→ **Your task**
Please transcribe exactly, and only, the lines of the data below between the line holding "is (1527, 859)." and the line holding "The height and width of the screenshot is (1066, 518).", inclusive.

→ **Given entries**
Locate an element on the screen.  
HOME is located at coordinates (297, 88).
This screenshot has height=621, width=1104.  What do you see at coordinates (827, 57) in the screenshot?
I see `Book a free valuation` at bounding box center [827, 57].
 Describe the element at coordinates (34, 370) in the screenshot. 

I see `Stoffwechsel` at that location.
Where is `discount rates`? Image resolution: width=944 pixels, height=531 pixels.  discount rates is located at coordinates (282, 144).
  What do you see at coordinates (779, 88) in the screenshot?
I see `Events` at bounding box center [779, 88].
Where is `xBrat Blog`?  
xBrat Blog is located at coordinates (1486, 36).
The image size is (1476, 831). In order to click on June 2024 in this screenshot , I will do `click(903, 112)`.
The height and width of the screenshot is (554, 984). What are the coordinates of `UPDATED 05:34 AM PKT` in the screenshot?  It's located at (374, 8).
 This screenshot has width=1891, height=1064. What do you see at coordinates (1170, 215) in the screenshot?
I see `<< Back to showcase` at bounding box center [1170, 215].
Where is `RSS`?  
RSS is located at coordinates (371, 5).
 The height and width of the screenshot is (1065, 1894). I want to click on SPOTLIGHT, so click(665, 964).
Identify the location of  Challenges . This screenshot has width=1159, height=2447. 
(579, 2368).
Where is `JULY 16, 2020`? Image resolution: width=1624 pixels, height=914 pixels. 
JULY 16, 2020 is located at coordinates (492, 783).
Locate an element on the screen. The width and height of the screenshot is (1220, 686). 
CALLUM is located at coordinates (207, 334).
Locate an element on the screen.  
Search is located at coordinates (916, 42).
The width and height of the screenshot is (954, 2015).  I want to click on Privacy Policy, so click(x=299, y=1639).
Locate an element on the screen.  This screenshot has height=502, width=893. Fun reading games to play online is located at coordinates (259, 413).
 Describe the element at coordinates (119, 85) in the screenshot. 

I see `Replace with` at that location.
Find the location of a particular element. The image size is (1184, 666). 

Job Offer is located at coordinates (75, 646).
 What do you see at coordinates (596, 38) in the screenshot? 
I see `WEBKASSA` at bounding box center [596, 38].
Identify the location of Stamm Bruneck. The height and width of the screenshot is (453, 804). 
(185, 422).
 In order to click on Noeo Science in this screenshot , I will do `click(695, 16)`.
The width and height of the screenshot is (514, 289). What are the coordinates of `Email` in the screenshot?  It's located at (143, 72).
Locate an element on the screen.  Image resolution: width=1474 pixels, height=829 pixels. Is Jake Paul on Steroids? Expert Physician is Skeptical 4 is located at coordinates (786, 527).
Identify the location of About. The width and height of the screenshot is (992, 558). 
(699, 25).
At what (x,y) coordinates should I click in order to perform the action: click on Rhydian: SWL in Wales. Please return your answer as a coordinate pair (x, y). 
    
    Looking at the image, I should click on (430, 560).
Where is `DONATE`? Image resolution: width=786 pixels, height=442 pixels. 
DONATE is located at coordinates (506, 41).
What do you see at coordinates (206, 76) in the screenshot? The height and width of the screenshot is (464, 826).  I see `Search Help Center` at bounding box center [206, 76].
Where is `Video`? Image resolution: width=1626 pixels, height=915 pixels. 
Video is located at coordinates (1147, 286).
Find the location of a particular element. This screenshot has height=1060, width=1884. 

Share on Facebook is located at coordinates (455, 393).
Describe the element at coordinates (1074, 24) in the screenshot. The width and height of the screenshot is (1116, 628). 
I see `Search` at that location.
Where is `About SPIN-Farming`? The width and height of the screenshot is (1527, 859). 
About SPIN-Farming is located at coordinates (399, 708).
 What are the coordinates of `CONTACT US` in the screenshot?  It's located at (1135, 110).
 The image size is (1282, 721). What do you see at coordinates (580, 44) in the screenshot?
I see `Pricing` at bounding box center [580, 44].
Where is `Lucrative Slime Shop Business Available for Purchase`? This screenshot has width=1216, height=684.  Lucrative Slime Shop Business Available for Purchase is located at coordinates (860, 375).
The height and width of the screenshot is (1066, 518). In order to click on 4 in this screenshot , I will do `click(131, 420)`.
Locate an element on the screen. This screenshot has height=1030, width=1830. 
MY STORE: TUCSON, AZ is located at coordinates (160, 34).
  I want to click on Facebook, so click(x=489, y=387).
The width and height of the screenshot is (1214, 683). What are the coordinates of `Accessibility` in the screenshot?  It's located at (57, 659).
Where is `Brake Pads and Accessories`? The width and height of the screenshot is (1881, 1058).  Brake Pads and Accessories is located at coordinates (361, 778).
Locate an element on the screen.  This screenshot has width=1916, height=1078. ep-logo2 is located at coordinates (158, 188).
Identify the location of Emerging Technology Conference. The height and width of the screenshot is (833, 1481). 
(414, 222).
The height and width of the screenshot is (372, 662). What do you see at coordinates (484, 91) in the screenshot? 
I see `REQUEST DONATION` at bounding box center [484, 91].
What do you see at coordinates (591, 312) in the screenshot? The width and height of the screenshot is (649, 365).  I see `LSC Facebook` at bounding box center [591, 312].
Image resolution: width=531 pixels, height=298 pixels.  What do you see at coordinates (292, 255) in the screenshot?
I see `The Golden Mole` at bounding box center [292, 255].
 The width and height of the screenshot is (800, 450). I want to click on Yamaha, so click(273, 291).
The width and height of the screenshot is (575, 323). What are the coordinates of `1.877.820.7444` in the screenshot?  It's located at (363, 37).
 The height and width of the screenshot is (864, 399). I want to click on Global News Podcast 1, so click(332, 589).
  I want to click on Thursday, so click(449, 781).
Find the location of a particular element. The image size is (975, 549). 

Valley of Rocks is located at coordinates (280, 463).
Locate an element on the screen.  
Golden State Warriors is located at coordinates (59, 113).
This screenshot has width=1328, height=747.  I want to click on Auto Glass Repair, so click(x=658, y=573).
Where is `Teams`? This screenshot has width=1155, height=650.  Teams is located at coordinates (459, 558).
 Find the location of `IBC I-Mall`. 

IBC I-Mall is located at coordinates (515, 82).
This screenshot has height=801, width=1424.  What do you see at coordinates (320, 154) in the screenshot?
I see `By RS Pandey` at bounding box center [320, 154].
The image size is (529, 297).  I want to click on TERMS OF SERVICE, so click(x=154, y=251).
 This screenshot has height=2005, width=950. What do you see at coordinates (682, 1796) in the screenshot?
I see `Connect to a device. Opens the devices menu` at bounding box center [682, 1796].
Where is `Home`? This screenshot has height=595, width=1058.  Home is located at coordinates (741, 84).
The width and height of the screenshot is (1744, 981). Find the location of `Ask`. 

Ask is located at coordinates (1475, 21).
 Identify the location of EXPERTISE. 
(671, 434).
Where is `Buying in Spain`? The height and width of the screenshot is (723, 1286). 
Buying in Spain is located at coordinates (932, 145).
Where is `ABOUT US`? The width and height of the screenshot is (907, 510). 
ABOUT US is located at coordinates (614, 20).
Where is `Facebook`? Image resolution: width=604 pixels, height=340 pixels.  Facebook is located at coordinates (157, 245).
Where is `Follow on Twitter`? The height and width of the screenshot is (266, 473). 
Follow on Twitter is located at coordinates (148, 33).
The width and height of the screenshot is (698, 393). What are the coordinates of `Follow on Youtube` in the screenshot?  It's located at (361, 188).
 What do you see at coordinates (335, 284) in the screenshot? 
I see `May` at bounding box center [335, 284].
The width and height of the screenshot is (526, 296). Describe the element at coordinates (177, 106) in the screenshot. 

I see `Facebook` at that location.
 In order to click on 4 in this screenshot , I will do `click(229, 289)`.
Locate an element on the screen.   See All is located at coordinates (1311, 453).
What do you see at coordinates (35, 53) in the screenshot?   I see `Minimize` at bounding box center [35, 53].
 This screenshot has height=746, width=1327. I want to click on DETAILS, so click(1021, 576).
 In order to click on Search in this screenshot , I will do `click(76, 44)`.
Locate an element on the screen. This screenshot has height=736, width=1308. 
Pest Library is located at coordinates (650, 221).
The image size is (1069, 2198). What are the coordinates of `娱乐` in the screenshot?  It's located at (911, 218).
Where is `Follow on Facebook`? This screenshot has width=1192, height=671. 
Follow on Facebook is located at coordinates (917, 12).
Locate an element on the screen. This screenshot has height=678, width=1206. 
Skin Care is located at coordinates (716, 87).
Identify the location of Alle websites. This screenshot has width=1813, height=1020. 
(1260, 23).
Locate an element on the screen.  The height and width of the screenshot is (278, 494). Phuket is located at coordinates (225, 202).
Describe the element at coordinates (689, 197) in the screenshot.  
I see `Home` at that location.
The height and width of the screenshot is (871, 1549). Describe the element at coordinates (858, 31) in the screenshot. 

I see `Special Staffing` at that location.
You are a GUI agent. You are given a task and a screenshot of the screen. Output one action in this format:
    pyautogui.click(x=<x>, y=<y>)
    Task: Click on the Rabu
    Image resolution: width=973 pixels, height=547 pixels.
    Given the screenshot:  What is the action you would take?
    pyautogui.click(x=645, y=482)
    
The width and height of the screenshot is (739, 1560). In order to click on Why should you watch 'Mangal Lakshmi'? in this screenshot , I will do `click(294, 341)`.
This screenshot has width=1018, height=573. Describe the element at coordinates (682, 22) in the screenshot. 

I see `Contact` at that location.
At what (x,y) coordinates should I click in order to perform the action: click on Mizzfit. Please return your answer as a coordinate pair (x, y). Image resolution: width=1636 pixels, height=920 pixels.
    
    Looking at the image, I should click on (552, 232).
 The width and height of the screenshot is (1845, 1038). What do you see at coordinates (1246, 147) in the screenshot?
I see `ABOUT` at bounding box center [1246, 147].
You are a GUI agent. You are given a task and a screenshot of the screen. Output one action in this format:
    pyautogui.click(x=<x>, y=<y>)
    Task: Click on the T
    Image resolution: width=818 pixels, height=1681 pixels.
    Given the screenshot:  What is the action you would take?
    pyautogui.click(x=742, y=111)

→ **Result for this task**
Where is `About SPIN-Farming`? The width and height of the screenshot is (1527, 859). 
About SPIN-Farming is located at coordinates (399, 708).
 What are the coordinates of `CONTACT US` in the screenshot?  It's located at (1135, 110).
 The image size is (1282, 721). What do you see at coordinates (580, 44) in the screenshot?
I see `Pricing` at bounding box center [580, 44].
Where is `Lucrative Slime Shop Business Available for Purchase`? This screenshot has width=1216, height=684.  Lucrative Slime Shop Business Available for Purchase is located at coordinates (860, 375).
The height and width of the screenshot is (1066, 518). In order to click on 4 in this screenshot , I will do `click(131, 420)`.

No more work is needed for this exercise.